There is interest in using AFS clients on MacOS X 10.2, and in setting up MacOS X machines to log in users with AFS tokens, a PAG, and an AFS home directory. Using the KerberosLoginAuthenticator will get users tickets at login time. Users don't currently get a PAG at login time, and implementing this is expected to be somewhat challenging. Sites with deployed clusters of MacOS X machines using AFS indicate that the machines are being used in single user settings, and the lack of a PAG isn't causing them significant problems. There are still bad interactions between the Finder and AFS; in particular, the Finder caches and enforces UFS mode permissions on all files, including files in AFS. Arla partially gets around this problem by calculating UFS mode bits based on the user's credentials and the directory ACL.

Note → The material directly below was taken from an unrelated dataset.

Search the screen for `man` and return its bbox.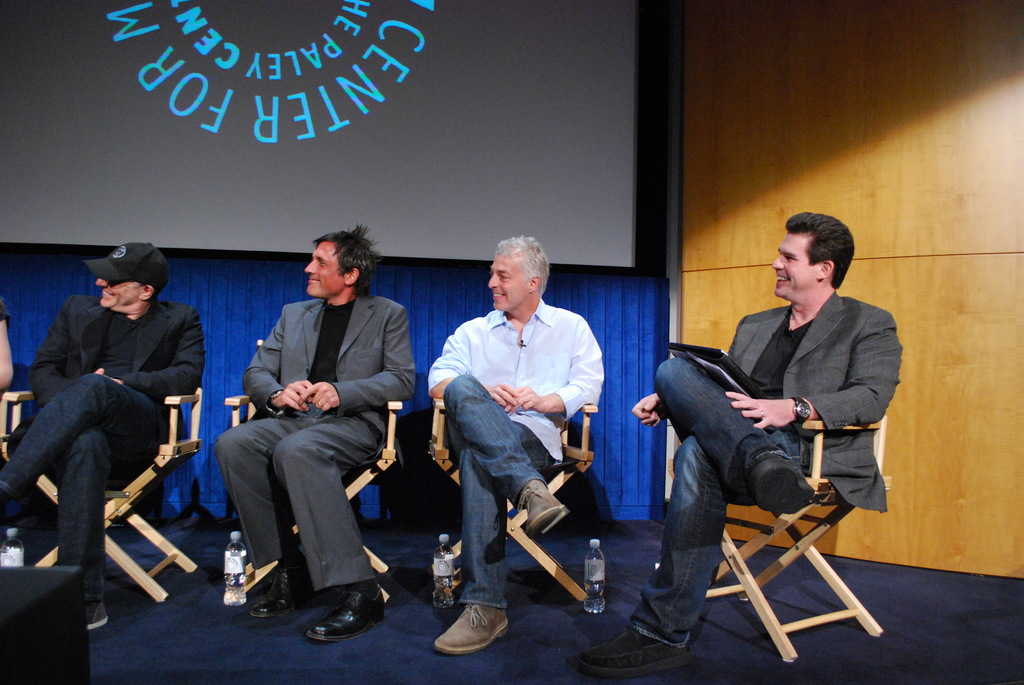
Found: l=426, t=236, r=609, b=656.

Ways of preventing data corruption when an AFS partition fills were discussed. It is currently possible to cause some corrupt data on an AFS partition when metadata update attempts fail, leaving the data in an inconsistent state. One idea that was proposed for avoiding this was a fileserver modification to create a thread that would periodically check partition fullness and refuse writes beyond a certain fullness threshold.

The workshop closed with a roundtable discussed on what AFS needs to do to gain more market share. Support for files larger than 2GB, byte-range file locking, better support for Windows clients, and more training opportunities and documentation were all cited as being desirable for AFS to gain additional market share.